Borderline provides a study of the disturbed mind. Professional psychologist Peter Chadwick draws upon his own personal experience of madness to provide a exploration of the psychology of paranoia and schizophrenia. The book goes beyond a narrowly focused analytical approach to examine schizophrenia from as many perspectives as possible. Using participant observation, introspection, case study and experimental methods, Chadwick shows how paranoid and delusional thinking are only exaggerations of processes to be found in normal cognition. Impressed by the similarities between the thinking of mystics and psychotics, he argues that some forms of madness are closely related to profound mystical experience and intuition, but that these are expressed in a distorted form in the psychotic mind. He explores the many positive characteristics and capabilities of paranoid patients, providing a sympathetic account which balances the negative constructions usually put on paranoia in the research literature. Borderline provides many novel insights into madness and raises important questions as to how psychosis and psychotics are to be evaluated. psychotherapists, and students of religion and psychology.
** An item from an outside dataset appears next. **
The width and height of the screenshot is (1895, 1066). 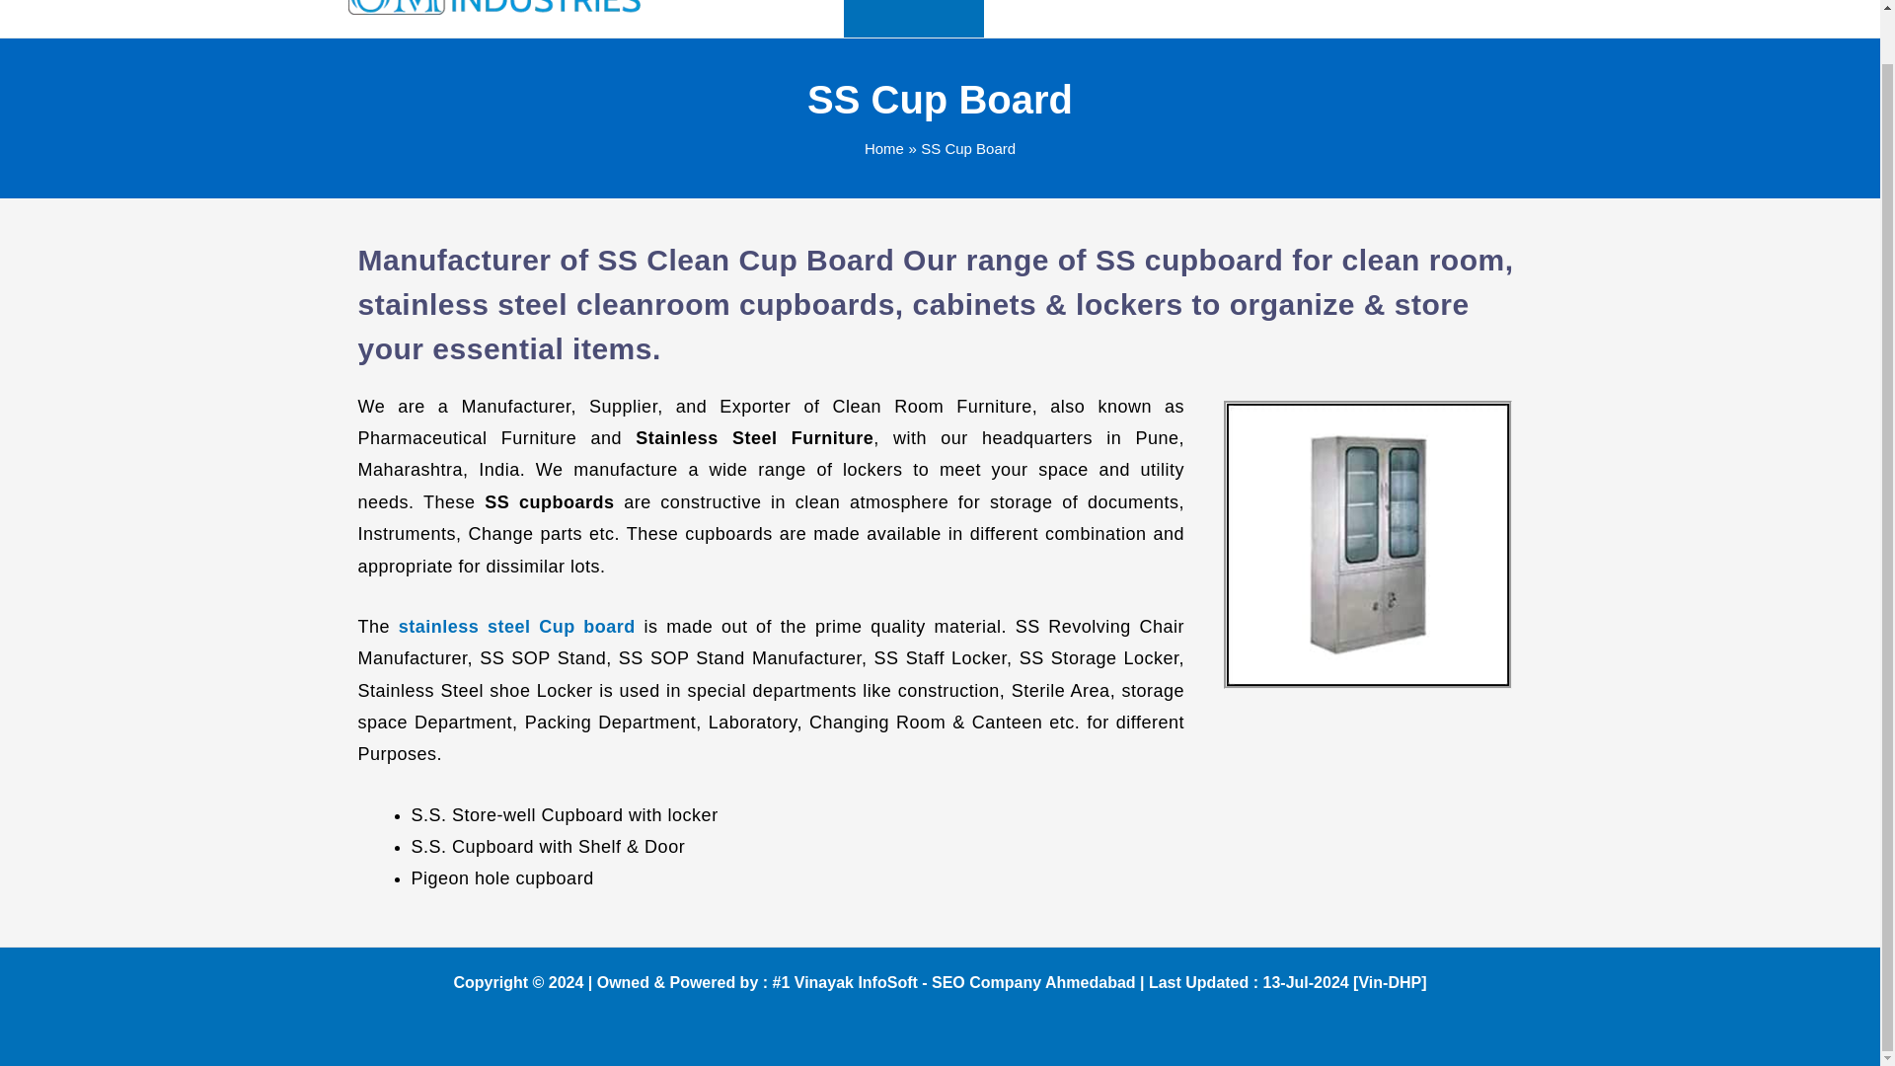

The story of Jesus is well-known worldwide. But have you ever wondered if it is the true and complete story of the Savior? Could there be more to the Son of God? Author Audrey Carr addresses those questions in The Greatest Story Never Told: An Advanced Understanding of Christianity. She not only presents the real story of Jesus, in which he did not die on the cross, but also includes his unitary gospel of oneness with God that traditional Christianity has missed. Quoting from highly documented, scholarly works, this story of Jesus incorporates Judaism, Christianity, Hinduism, Buddhism, and Taoism. With details and maps of his many years in India, Carr provides a photograph of his real tomb in Kashmir. Carr also offers information about meditation techniques he practiced, for Jesus was not a Christian but a Hindu-Buddha! The Kingdom of Heaven was his term for Enlightened Consciousness. Unlike other scholarly books, The Greatest Story Never Told is intended for the everyday person. Readers will come away with a new, meaningful, life-changing understanding of Jesus and his teachings. Carr seeks to destroy what is false and resuscitate the real truth, beyond all myths, and she reveals the connections between major religions. Spiritually uplifting and challenging, The Greatest Story Never Told is for anyone who is ready for an advanced understanding of Jesus and all the other God-men of the ages who have realized their divine identity.